ZuKool is a music recommender that shuns the "wisdom of the crowds" approach taken by most music recommenders.  Instead, ZuKool  provides song-level based recommendations based upon what the song sounds like.  The ZuKool interface is quite simple to use.  You just select a song or two that you know, click on the ZuKool red-eye and ZuKool will generate a playlist of songs that sound similar.  You have some control over the type of songs recommended - you can restrict the recommendations to be only from music of the same style, or you can draw music from all styles, allowing for more serendipitous discovery of music.  In some ways, this is similar to what Pandora does, recommending music based upon song level similarity, but ZuKool takes a very different approach.  First of all, ZuKool is not a streaming internet radio service.  They provide recommendations and opportunities to purchase music, but you can't turn it into a recommender-radio like you get at Pandora or last.fm.  Second,  Pandora uses humans to perform their music analysis.  Although ZuKool doesn't explicitly say how they determine their song similarity, it is a pretty safe guess that they are  using some sort of automated techniques to analyze their music.

The User Interface
The ZuKool user interface is well-designed and easy to use.  One really nice aspect is that there are no advertisements cluttering up the interface.  I had no problem figuring out how to use the system. They use an appropriate amount of Ajax - the system felt very interactive, with out lots of gratuitous (and CPU swallowing) animations. 

Using ZuKool is straightforward.  Search for a an artist or song that you like, add it to your Songlist, click the scary red eye and you are given a set of songs that sound similar to your set of seed songs.  Along the way, you can listen to 30 second clips of the songs (one glitch, the music didn't play on my linux box, but it worked fine on my mac), get more info about a song, and even purchase the album from Amazon or CD Baby.


Although ZuKool seems to have lots of music in its collection (they claim about 600,000 songs), the majority is not mainstream music - much of the music looks to be from CDBaby.

The Recommendations:
The ZuKool recommenations were a bit hit or miss.  I first tried the song Eleanor Rigby by the Beatles.  I was pleased to see a recommendation for a Mozart String Quartet and a recommendation for the string-laden Taking my life in your hands by Elvis Costello.  Those are the types of recommendations that highlight the strengths of  a content-based recommender - they can help you make serendipitous music discoveries by not following the well-trodden path of the mob.  However, we moved from the serendipitous zone to the WTF zone pretty quickly.  The rock anthem Stairway to Heaven yielded the song from the original Cinderalla soundtrack A dream is a wish that your heart makes - and the Louis Armstrong classic "Jeepers Creepers".  Jeepers Creepers indeed!
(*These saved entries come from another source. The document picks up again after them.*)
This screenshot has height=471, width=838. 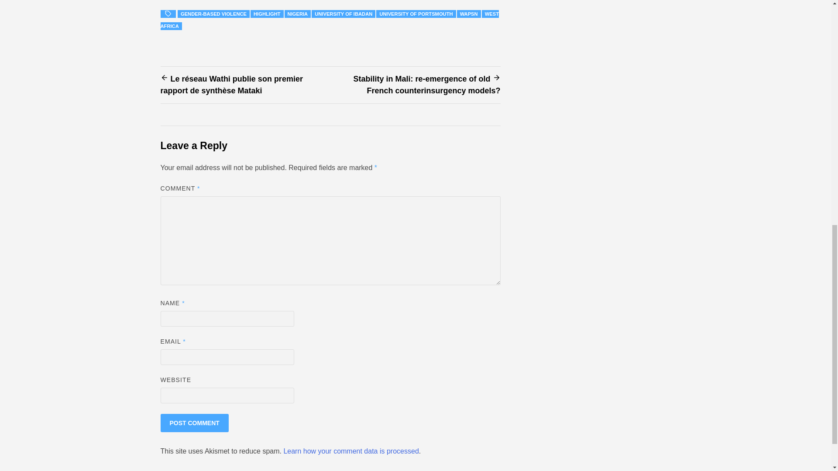 What do you see at coordinates (330, 20) in the screenshot?
I see `WEST AFRICA` at bounding box center [330, 20].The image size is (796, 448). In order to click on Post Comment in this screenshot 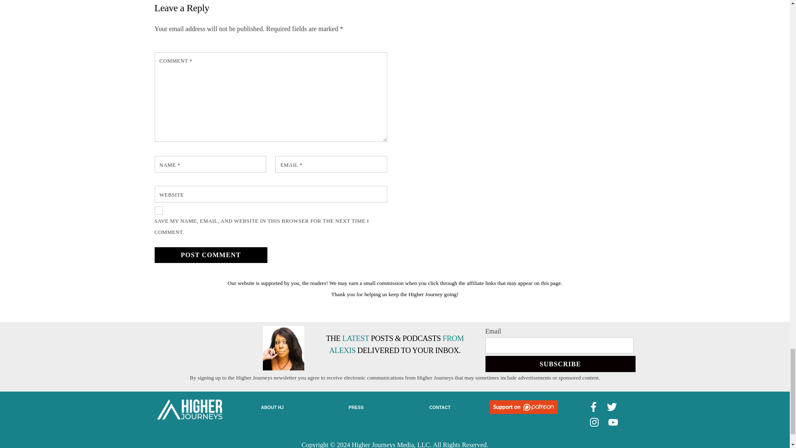, I will do `click(211, 255)`.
Music similarity is hard, there are many ways to define similarity: genre, timbre, structure, mode, instrumentation, style, year, lyrics - all contribute to song similarity. It is early days for automatic content-based recommendations - of the commercial systems that I've looked at ZuKool looks to be one of the better ones - but it will be a while before these automated systems match what the human-powered systems like Pandora can do.   ZuKool Chief Scientist Ian Wilson says
Obviously we still have a long way to go and many improvements to make.  One major improvement coming soon is the ability to focus our initial recommendations based on your feedback (grading and additions to your songlist) which we have right now but is not yet operating to speed. We will also be adding user functions (social systems) to make the whole experience more community focused and fun.